Hilton Als: My Pinup

“Looking into Prince’s eyes,” writes Hilton Als in My Pinup, “must be like looking at the world. Or more specifically, the world of one Black man loving another.” That world, and Prince’s eyes, are but two of the subjects that Als essays in this brilliant paean to the late, great, purple genius of music. Als is a master of the modern magazine profile, but here he turns the profile form inside out. An encounter with Prince prompts an oblique inventory of the writer’s own self—and of the culture that made them both, in all its racial, sexual, and emotive contours and contradictions.

Hilton Als, in his writings for The New Yorker and elsewhere, has long been an essential chronicler of our cultural scene—"arranging himself,” as his beloved Diane Arbus once put it, around artists and artworks, films and plays, images and icons, in ever-trenchant and revelatory prose.

In this special conversation about My Pinup—Als’ first New York event tied to the book—the writer will talk with Joshua Jelly-Schapiro about Prince’s outsize oeuvre and legacy; criticism as art; and how Als’ own evolving practice, as a writer and curator alike, has shaped his singular creative voice.

Special musical guests to come. Books will be available for sale.


Hilton Als has been a staff writer at The New Yorker since 1994, and won the Pulitzer Prize for criticism in 2017. He is the author of The Women and White Girls, among other books, and recently organized the acclaimed exhibition Joan Didion: What She Means, at the Hammer Museum in Los Angeles. He is a teaching professor at the University of California, Berkeley, and an associate professor of writing at Columbia University's School of the Arts. He lives in New York and San Francisco.


Joshua Jelly-Schapiro is Pioneer Works Director of Publishing and the Executive Editor of Pioneer Works Broadcast. He is the author of Names of New York and Island People, among other books, and contributes regularly to publications including The New Yorker, The New York Review of Books,  and The New York Times. He teaches at NYU.

This program is part of PW Broadcast's Author Talks, a series highlighting authors and thinkers across disciplines.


- _PROBLEM TO SOLVE_
Your output must be the lines below from the line containing "Image is 980x463 pixels." to the line containing "Image is 868x469 pixels.", both lines included, reproduced exactly and without pictures.

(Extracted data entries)
-.-.-

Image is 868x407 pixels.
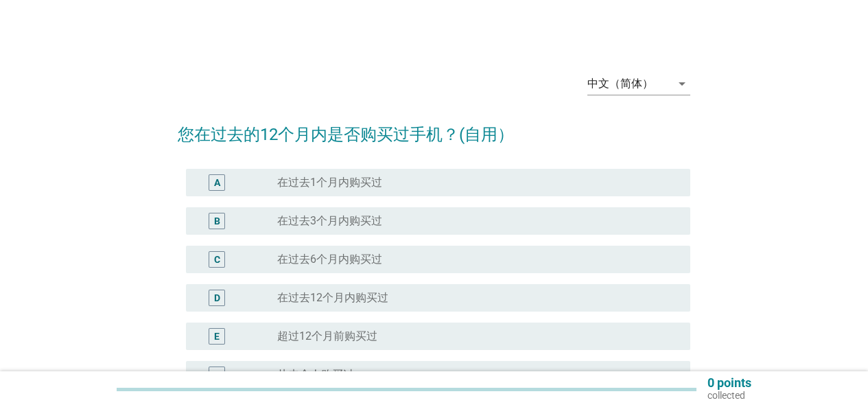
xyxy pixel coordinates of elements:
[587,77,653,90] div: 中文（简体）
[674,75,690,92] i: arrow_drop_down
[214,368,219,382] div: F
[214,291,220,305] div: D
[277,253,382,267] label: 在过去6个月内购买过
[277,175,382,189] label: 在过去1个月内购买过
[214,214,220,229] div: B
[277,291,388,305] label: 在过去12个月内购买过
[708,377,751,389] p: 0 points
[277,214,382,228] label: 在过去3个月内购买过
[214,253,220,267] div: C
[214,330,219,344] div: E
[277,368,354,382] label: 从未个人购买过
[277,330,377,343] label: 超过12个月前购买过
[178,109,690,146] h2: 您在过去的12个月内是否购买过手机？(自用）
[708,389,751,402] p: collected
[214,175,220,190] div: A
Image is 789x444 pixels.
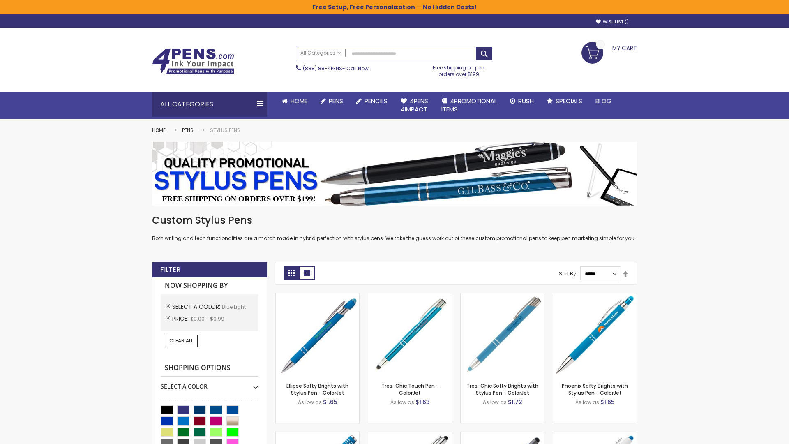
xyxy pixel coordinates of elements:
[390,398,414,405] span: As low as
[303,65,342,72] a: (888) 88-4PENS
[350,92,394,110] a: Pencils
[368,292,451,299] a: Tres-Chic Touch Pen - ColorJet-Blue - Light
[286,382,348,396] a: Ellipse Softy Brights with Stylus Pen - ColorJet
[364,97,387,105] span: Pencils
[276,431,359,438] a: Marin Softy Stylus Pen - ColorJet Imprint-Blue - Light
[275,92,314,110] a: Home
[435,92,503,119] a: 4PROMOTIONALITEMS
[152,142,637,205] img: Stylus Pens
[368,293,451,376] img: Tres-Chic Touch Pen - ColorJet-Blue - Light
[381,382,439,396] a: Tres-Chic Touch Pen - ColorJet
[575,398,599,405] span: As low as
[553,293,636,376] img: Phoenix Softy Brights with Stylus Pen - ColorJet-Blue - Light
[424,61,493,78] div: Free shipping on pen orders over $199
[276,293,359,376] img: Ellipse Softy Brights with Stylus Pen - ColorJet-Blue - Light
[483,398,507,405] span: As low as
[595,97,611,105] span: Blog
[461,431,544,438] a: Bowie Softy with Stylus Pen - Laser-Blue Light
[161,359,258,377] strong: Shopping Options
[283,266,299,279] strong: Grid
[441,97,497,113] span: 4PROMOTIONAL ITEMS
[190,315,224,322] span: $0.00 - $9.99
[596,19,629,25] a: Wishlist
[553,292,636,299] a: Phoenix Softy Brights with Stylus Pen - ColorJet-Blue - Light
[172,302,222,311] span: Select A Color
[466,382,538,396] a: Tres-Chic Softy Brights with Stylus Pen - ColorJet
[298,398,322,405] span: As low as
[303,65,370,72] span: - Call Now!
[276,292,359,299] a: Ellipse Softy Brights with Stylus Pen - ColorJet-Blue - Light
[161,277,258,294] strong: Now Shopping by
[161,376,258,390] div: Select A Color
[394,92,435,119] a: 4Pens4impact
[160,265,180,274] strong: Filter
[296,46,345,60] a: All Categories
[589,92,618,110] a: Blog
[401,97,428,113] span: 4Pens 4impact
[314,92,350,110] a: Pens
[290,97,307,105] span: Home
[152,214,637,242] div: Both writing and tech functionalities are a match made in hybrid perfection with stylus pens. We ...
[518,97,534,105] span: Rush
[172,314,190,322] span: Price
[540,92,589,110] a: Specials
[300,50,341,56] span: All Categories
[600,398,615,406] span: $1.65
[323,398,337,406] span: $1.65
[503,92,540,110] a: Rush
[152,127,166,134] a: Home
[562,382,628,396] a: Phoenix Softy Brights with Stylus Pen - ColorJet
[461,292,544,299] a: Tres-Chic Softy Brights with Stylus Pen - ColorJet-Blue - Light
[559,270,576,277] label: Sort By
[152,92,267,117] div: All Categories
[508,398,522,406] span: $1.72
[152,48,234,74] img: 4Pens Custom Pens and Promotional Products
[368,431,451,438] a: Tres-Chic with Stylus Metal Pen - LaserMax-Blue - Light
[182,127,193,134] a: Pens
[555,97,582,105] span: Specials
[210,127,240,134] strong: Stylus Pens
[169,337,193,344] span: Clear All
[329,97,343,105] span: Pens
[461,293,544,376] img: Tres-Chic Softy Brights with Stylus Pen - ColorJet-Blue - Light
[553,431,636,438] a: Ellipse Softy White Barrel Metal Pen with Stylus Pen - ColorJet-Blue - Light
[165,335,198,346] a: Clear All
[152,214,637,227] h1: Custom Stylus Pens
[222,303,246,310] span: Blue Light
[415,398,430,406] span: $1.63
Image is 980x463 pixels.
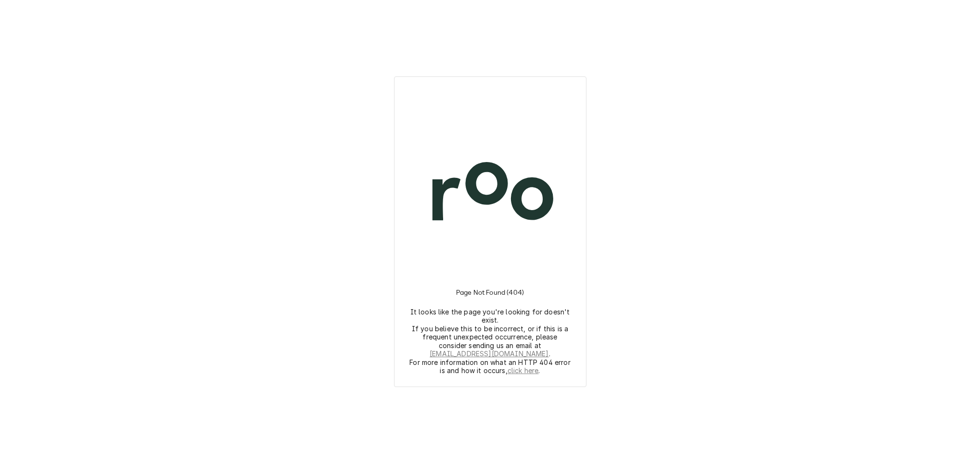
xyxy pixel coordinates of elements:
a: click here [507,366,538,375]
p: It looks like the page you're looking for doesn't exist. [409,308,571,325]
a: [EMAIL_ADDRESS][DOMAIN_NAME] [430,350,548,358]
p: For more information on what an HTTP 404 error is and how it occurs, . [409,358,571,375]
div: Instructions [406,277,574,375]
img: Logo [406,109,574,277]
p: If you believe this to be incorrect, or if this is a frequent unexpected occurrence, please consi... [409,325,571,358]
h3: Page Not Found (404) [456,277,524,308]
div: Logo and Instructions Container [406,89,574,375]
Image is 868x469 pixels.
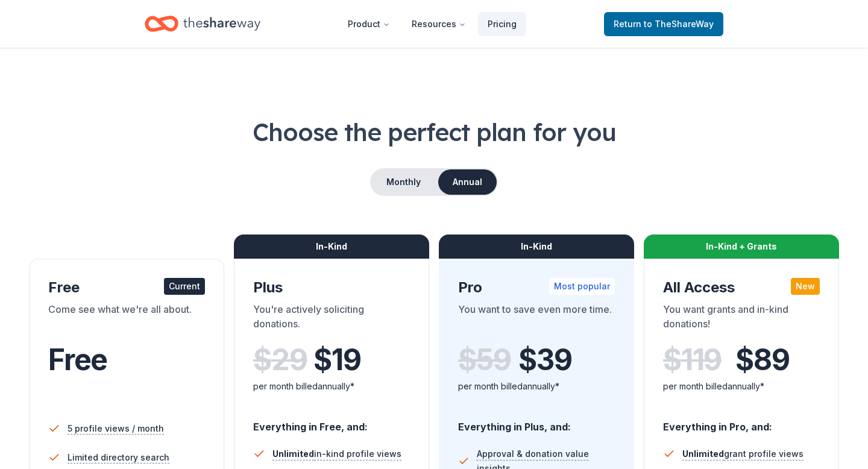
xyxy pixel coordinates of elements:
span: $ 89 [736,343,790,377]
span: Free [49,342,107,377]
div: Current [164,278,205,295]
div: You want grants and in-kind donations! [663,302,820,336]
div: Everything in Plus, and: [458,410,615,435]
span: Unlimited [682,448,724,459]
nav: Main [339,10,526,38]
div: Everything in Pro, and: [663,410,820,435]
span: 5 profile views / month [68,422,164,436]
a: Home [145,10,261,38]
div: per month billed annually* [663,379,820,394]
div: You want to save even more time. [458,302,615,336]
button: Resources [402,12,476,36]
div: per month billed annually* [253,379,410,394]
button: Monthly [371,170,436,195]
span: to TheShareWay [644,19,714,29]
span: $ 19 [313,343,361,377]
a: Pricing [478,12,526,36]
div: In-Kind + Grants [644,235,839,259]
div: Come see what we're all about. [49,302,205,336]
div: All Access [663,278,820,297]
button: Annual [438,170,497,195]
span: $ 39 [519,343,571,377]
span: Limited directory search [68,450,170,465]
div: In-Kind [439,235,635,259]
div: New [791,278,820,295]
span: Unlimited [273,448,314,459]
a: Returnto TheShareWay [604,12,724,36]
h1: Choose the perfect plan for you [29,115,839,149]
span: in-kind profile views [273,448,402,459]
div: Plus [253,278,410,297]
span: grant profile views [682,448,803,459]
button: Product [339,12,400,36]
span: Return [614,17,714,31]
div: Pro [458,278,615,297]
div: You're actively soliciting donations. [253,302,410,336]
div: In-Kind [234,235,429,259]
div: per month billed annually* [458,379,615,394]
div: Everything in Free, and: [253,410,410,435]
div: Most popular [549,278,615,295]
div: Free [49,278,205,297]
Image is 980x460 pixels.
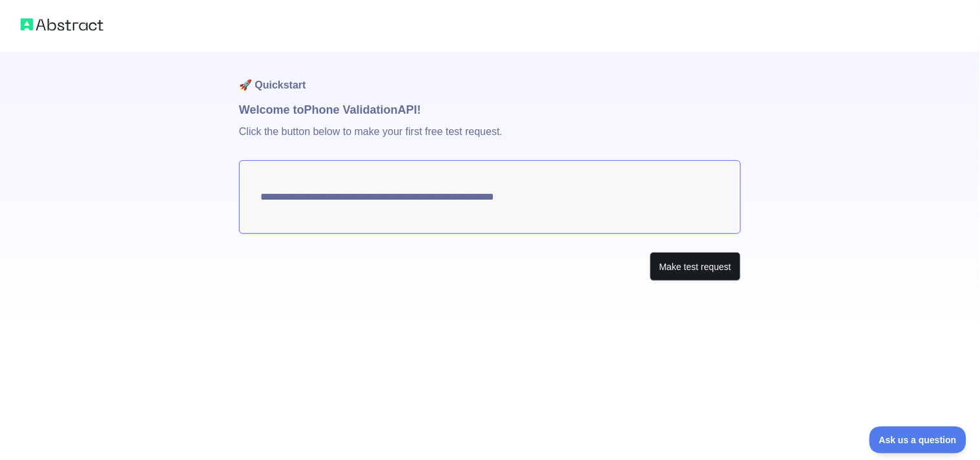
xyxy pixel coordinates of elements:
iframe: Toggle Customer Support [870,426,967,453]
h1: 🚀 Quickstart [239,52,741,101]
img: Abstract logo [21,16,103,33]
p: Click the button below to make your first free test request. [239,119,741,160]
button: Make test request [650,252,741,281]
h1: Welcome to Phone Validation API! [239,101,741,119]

-.-.-

- _SOLUTION BELOW_
Image is 980x463 pixels.
xyxy pixel coordinates of elements:
a: click here [507,366,538,375]
p: It looks like the page you're looking for doesn't exist. [409,308,571,325]
a: [EMAIL_ADDRESS][DOMAIN_NAME] [430,350,548,358]
p: For more information on what an HTTP 404 error is and how it occurs, . [409,358,571,375]
div: Instructions [406,277,574,375]
img: Logo [406,109,574,277]
p: If you believe this to be incorrect, or if this is a frequent unexpected occurrence, please consi... [409,325,571,358]
h3: Page Not Found (404) [456,277,524,308]
div: Logo and Instructions Container [406,89,574,375]
Image is 868x469 pixels.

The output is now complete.